Chapter 1 #4
“We’re not talking about me. I fixed my shit,” Nate pointed out, which was unfair.
It wasn’t like Lane didn’t want to fix his; he did, desperately.
“Yeah, yeah, you’re fucking happy, we get it,” Lane said morosely.
“And if you fucked Trevor, would you be happy?” Nate asked.
Truthfully, Lane barely let himself think about it these days. Pushed the fantasies away every time they crowded into his brain.
“I . . .” Lane hesitated. “I don’t even know, okay? But you wanted to know, and now you know. You’re the only one who knows, so if someone else comes up to me, like Aidan fucking Flynn, thinking my problem is now his problem, I’m gonna know exactly who told him, okay?”
“Okay,” Nate said gently. He cupped Lane’s elbow. Drew him into a half hug. “I get it, man. You don’t want to talk about it and you don’t want to fix it. Just want to mope about it.”
Lane made a face. “Ugh, you’re the worst.”
“Or the best?” Nate grinned. “I gotta go find my guy. You have a good rest of your night, okay?”
Lane rolled his eyes and decided that he didn’t give a fuck if it was a bad idea, he felt so raw from the conversation that he’d skip the champagne and toast in the New Year with another tequila on the rocks.
He was just at the bar grabbing a fresh glass when he felt a body slide in next to him.
Heaven and hell, Lane thought. Because he knew what that body felt like and looked like. He turned.
“Hey, there you are,” Trevor said, head tilted sweetly up, eyes lighting up as they gazed at each other, like he’d been looking just for Lane and nobody else.
For a half second, Nate’s words clanged in his head like church bells. Why haven’t you fucking told him? Then, even worse, You don’t know he’s straight.
“Here I am,” Lane said stupidly, sipping his tequila so he wouldn’t say anything else even stupider.
“Having fun?” Trevor asked.
“Yeah, uh, it’s a great party. Wouldn’t expect anything less from Ramsey, though.”
“Are you still bummed he was into Nate and not you?” Trevor asked, that same crease forming between his brows, the one that kept Lane in a chokehold every single fucking time Trevor bent over one of his puzzles.
“Ah. Um. No.” Lane couldn’t confess he’d never really been into Ramsey; that he’d only hit on him because that had seemed like the right thing to do.
The safe thing to do, because it had been obvious to anyone with eyes that the only person Ramsey had been interested in from minute one had been Nate Bishop.
The crease faded, wiped away by Lane’s words. He wasn’t going to look into that either. Trevor was just happy that he wasn’t pathetically panting after his best friend’s guy. That was all.
“Good,” Trevor said.
A call went up around the bar. Two minutes to midnight.
“Guess um, you didn’t find anyone to kiss either,” Trevor said. He was still gazing up at Lane.
Lane realized then that he’d made a massive tactical error. He should have been finding someone to kiss—anyone else, really, even if it wasn’t someone he actually wanted to kiss—instead of ending up here, standing in front of Trevor while the countdown started and they just stared at each other.
He should have convinced Trevor, even, that he actually did like Victoria, even though it had been obvious he’d been searching for a way to gently dissuade her.
“No,” Lane said. His mouth wasn’t working right. He really shouldn’t have had this last glass of tequila. Something was lighting up his veins, a drug that he’d never tasted before, but already could tell he couldn’t get enough of.
It was the way Trevor was looking at him, like he hadn’t ever seen him before.
“Me either,” Trevor said. He licked his lips. “I—”
But Lane never got to find out what Trevor was going to say, because the countdown started.
The whole bar shouted along with the TV, counting down from ten.
With each number echoing through his ears, Lane felt something in his chest tremble and unwind just a little bit more.
Was Trevor swaying towards him? He couldn’t be.
He couldn’t be. But Lane swore he was an inch closer, maybe two, than he’d been before.
Maybe that was the tequila providing conveniently wishful thinking.
“Um,” Trevor said.
One, the bar as a collective screamed and there were the sounds of bottles popping and people yelling and confetti flew through the air. Classy confetti, because this was Ramsey’s bar. Gold and dark blue and purple, sifting onto the shoulders of Trevor’s suit jacket.
“Happy New Year,” Lane said, and because he couldn’t do what he wanted, what his whole body was yelling at him to do, he reached out and tugged Trevor into a hug instead.
It was still ruinous, their bodies pressed together for one beat, then two. Trevor didn’t pull away as fast as Lane thought he would, and he was having trouble getting his fingers to unclench from Trevor’s shoulders. But finally he let go.
It was less ruinous, though, than it could have been.
Still, Lane was left feeling, as they both turned to the bar and picked up their flutes of champagne, Lane’s fingers trembling, that he’d dodged a bullet only to get knifed in the side.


## Work task
Search the entries for lines that contain the word "Texas", and report each one found.

[Figure content listings]
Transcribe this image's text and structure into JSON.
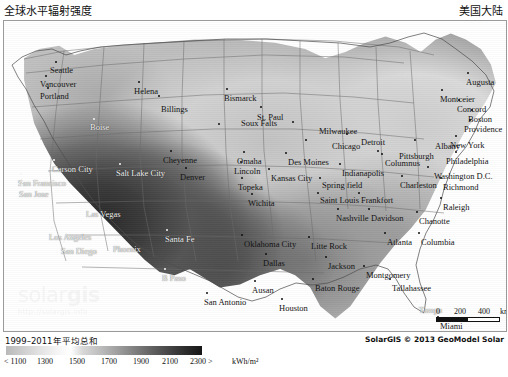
{
  "header": {
    "title_left": "全球水平辐射强度",
    "title_right": "美国大陆"
  },
  "map": {
    "watermark_brand_a": "solar",
    "watermark_brand_b": "gis",
    "watermark_url": "http://solargis.info",
    "cities": [
      {
        "name": "Seattle",
        "x": 52,
        "y": 41,
        "dx": -6,
        "dy": 4,
        "light": false
      },
      {
        "name": "Vancouver",
        "x": 42,
        "y": 55,
        "dx": -6,
        "dy": 4,
        "light": false
      },
      {
        "name": "Portland",
        "x": 44,
        "y": 67,
        "dx": -8,
        "dy": 4,
        "light": false
      },
      {
        "name": "Helena",
        "x": 135,
        "y": 61,
        "dx": -5,
        "dy": 5,
        "light": false
      },
      {
        "name": "Billings",
        "x": 155,
        "y": 75,
        "dx": 2,
        "dy": 9,
        "light": false
      },
      {
        "name": "Bismarck",
        "x": 223,
        "y": 68,
        "dx": -3,
        "dy": 5,
        "light": false
      },
      {
        "name": "St. Paul",
        "x": 257,
        "y": 86,
        "dx": -4,
        "dy": 6,
        "light": false
      },
      {
        "name": "Soux Falts",
        "x": 215,
        "y": 103,
        "dx": 22,
        "dy": -5,
        "light": false
      },
      {
        "name": "Milwaukee",
        "x": 289,
        "y": 101,
        "dx": 26,
        "dy": 5,
        "light": false
      },
      {
        "name": "Detroit",
        "x": 343,
        "y": 113,
        "dx": 14,
        "dy": 4,
        "light": false
      },
      {
        "name": "Boise",
        "x": 90,
        "y": 98,
        "dx": -4,
        "dy": 4,
        "light": true
      },
      {
        "name": "Chicago",
        "x": 302,
        "y": 119,
        "dx": 26,
        "dy": 2,
        "light": false
      },
      {
        "name": "Pittsburgh",
        "x": 374,
        "y": 130,
        "dx": 21,
        "dy": 1,
        "light": false
      },
      {
        "name": "Albany",
        "x": 411,
        "y": 119,
        "dx": 20,
        "dy": 2,
        "light": false
      },
      {
        "name": "Augusta",
        "x": 464,
        "y": 52,
        "dx": -2,
        "dy": 5,
        "light": false
      },
      {
        "name": "Montceier",
        "x": 438,
        "y": 69,
        "dx": -2,
        "dy": 5,
        "light": false
      },
      {
        "name": "Concord",
        "x": 455,
        "y": 79,
        "dx": -2,
        "dy": 5,
        "light": false
      },
      {
        "name": "Boston",
        "x": 468,
        "y": 89,
        "dx": -4,
        "dy": 5,
        "light": false
      },
      {
        "name": "Providence",
        "x": 466,
        "y": 99,
        "dx": -6,
        "dy": 5,
        "light": false
      },
      {
        "name": "New York",
        "x": 452,
        "y": 115,
        "dx": -6,
        "dy": 5,
        "light": false
      },
      {
        "name": "Philadelphia",
        "x": 452,
        "y": 131,
        "dx": -10,
        "dy": 5,
        "light": false
      },
      {
        "name": "Cheyenne",
        "x": 167,
        "y": 130,
        "dx": -8,
        "dy": 5,
        "light": false
      },
      {
        "name": "Omaha",
        "x": 240,
        "y": 131,
        "dx": -7,
        "dy": 5,
        "light": false
      },
      {
        "name": "Des Moines",
        "x": 282,
        "y": 132,
        "dx": 2,
        "dy": 5,
        "light": false
      },
      {
        "name": "Columnus",
        "x": 378,
        "y": 133,
        "dx": 3,
        "dy": 5,
        "light": false
      },
      {
        "name": "Salt Lake City",
        "x": 116,
        "y": 143,
        "dx": -4,
        "dy": 5,
        "light": true
      },
      {
        "name": "Lincoln",
        "x": 237,
        "y": 141,
        "dx": -7,
        "dy": 5,
        "light": false
      },
      {
        "name": "Denver",
        "x": 182,
        "y": 147,
        "dx": -6,
        "dy": 5,
        "light": false
      },
      {
        "name": "Indianapolis",
        "x": 336,
        "y": 143,
        "dx": 2,
        "dy": 5,
        "light": false
      },
      {
        "name": "Carson City",
        "x": 50,
        "y": 139,
        "dx": -2,
        "dy": 5,
        "light": true
      },
      {
        "name": "San Francisco",
        "x": 17,
        "y": 153,
        "dx": -3,
        "dy": 5,
        "light": true
      },
      {
        "name": "Washington D.C.",
        "x": 424,
        "y": 146,
        "dx": 6,
        "dy": 5,
        "light": false
      },
      {
        "name": "Topeka",
        "x": 238,
        "y": 157,
        "dx": -4,
        "dy": 5,
        "light": false
      },
      {
        "name": "Kansas City",
        "x": 265,
        "y": 148,
        "dx": 2,
        "dy": 5,
        "light": false
      },
      {
        "name": "Spring field",
        "x": 316,
        "y": 157,
        "dx": 2,
        "dy": 3,
        "light": false
      },
      {
        "name": "Charleston",
        "x": 398,
        "y": 155,
        "dx": -2,
        "dy": 5,
        "light": false
      },
      {
        "name": "Richmond",
        "x": 437,
        "y": 157,
        "dx": 2,
        "dy": 5,
        "light": false
      },
      {
        "name": "San Jose",
        "x": 18,
        "y": 164,
        "dx": -3,
        "dy": 5,
        "light": true
      },
      {
        "name": "Saint Louis",
        "x": 314,
        "y": 172,
        "dx": 2,
        "dy": 3,
        "light": false
      },
      {
        "name": "Frankfort",
        "x": 355,
        "y": 172,
        "dx": 2,
        "dy": 3,
        "light": false
      },
      {
        "name": "Wichita",
        "x": 248,
        "y": 173,
        "dx": -4,
        "dy": 5,
        "light": false
      },
      {
        "name": "Raleigh",
        "x": 437,
        "y": 177,
        "dx": 2,
        "dy": 5,
        "light": false
      },
      {
        "name": "Las Vegas",
        "x": 86,
        "y": 184,
        "dx": -4,
        "dy": 5,
        "light": true
      },
      {
        "name": "Nashville",
        "x": 334,
        "y": 188,
        "dx": -2,
        "dy": 5,
        "light": false
      },
      {
        "name": "Davidson",
        "x": 365,
        "y": 188,
        "dx": 2,
        "dy": 5,
        "light": false
      },
      {
        "name": "Chanotte",
        "x": 413,
        "y": 191,
        "dx": 2,
        "dy": 5,
        "light": false
      },
      {
        "name": "Los Angeles",
        "x": 48,
        "y": 207,
        "dx": -3,
        "dy": 5,
        "light": true
      },
      {
        "name": "Santa Fe",
        "x": 163,
        "y": 209,
        "dx": -2,
        "dy": 5,
        "light": true
      },
      {
        "name": "Oklahoma City",
        "x": 238,
        "y": 214,
        "dx": 2,
        "dy": 5,
        "light": false
      },
      {
        "name": "Litte Rock",
        "x": 305,
        "y": 216,
        "dx": 2,
        "dy": 5,
        "light": false
      },
      {
        "name": "Atlanta",
        "x": 381,
        "y": 212,
        "dx": 2,
        "dy": 5,
        "light": false
      },
      {
        "name": "Columbia",
        "x": 415,
        "y": 212,
        "dx": 2,
        "dy": 5,
        "light": false
      },
      {
        "name": "Phoenix",
        "x": 112,
        "y": 219,
        "dx": -3,
        "dy": 5,
        "light": true
      },
      {
        "name": "San Diego",
        "x": 60,
        "y": 221,
        "dx": -3,
        "dy": 5,
        "light": true
      },
      {
        "name": "Dallas",
        "x": 262,
        "y": 233,
        "dx": -3,
        "dy": 5,
        "light": false
      },
      {
        "name": "Jackson",
        "x": 322,
        "y": 236,
        "dx": 2,
        "dy": 5,
        "light": false
      },
      {
        "name": "B Paso",
        "x": 161,
        "y": 248,
        "dx": -3,
        "dy": 5,
        "light": true
      },
      {
        "name": "Montgomery",
        "x": 360,
        "y": 245,
        "dx": 2,
        "dy": 5,
        "light": false
      },
      {
        "name": "Ausan",
        "x": 251,
        "y": 260,
        "dx": -3,
        "dy": 5,
        "light": false
      },
      {
        "name": "Baton Rouge",
        "x": 309,
        "y": 258,
        "dx": 2,
        "dy": 5,
        "light": false
      },
      {
        "name": "Tallahassee",
        "x": 386,
        "y": 258,
        "dx": 2,
        "dy": 5,
        "light": false
      },
      {
        "name": "San Antonio",
        "x": 203,
        "y": 272,
        "dx": -3,
        "dy": 5,
        "light": false
      },
      {
        "name": "Houston",
        "x": 278,
        "y": 278,
        "dx": -3,
        "dy": 5,
        "light": false
      },
      {
        "name": "Tampa",
        "x": 413,
        "y": 280,
        "dx": 2,
        "dy": 5,
        "light": true
      },
      {
        "name": "Miami",
        "x": 434,
        "y": 296,
        "dx": 2,
        "dy": 5,
        "light": false
      }
    ],
    "scalebar": {
      "zero": "0",
      "mid": "200",
      "max": "400",
      "unit": "km"
    }
  },
  "footer": {
    "legend_title": "1999–2011年平均总和",
    "legend_unit": "kWh/m²",
    "legend_ticks": [
      "< 1100",
      "1300",
      "1500",
      "1700",
      "1900",
      "2100",
      "2300 >"
    ],
    "copyright": "SolarGIS © 2013 GeoModel Solar"
  },
  "chart_data": {
    "type": "heatmap",
    "title": "全球水平辐射强度",
    "subtitle": "美国大陆",
    "variable": "Global Horizontal Irradiation",
    "period": "1999–2011年平均总和",
    "unit": "kWh/m²",
    "colorbar_breaks": [
      1100,
      1300,
      1500,
      1700,
      1900,
      2100,
      2300
    ],
    "colorbar_labels": [
      "< 1100",
      "1300",
      "1500",
      "1700",
      "1900",
      "2100",
      "2300 >"
    ],
    "colorbar_min_label": "< 1100",
    "colorbar_max_label": "2300 >",
    "legend_position": "bottom-left",
    "grid": false,
    "scale_bar_km": [
      0,
      200,
      400
    ],
    "regional_values": [
      {
        "region": "Southwest (Arizona / Nevada / SE California)",
        "value": 2300
      },
      {
        "region": "New Mexico / West Texas",
        "value": 2100
      },
      {
        "region": "Southern California coast",
        "value": 2100
      },
      {
        "region": "Colorado Plateau / Utah",
        "value": 1900
      },
      {
        "region": "Central Texas / Oklahoma",
        "value": 1800
      },
      {
        "region": "Florida peninsula",
        "value": 1800
      },
      {
        "region": "Southeast (Georgia / Alabama)",
        "value": 1700
      },
      {
        "region": "Great Plains (Kansas / Nebraska)",
        "value": 1600
      },
      {
        "region": "Mid-Atlantic",
        "value": 1500
      },
      {
        "region": "Midwest (Illinois / Indiana / Ohio)",
        "value": 1400
      },
      {
        "region": "Northern Plains (Dakotas / Minnesota)",
        "value": 1300
      },
      {
        "region": "Northeast (New England)",
        "value": 1300
      },
      {
        "region": "Pacific Northwest (Washington / Oregon)",
        "value": 1100
      }
    ]
  }
}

## Expected answer
        "region": "New Mexico / West Texas",
        "region": "Central Texas / Oklahoma",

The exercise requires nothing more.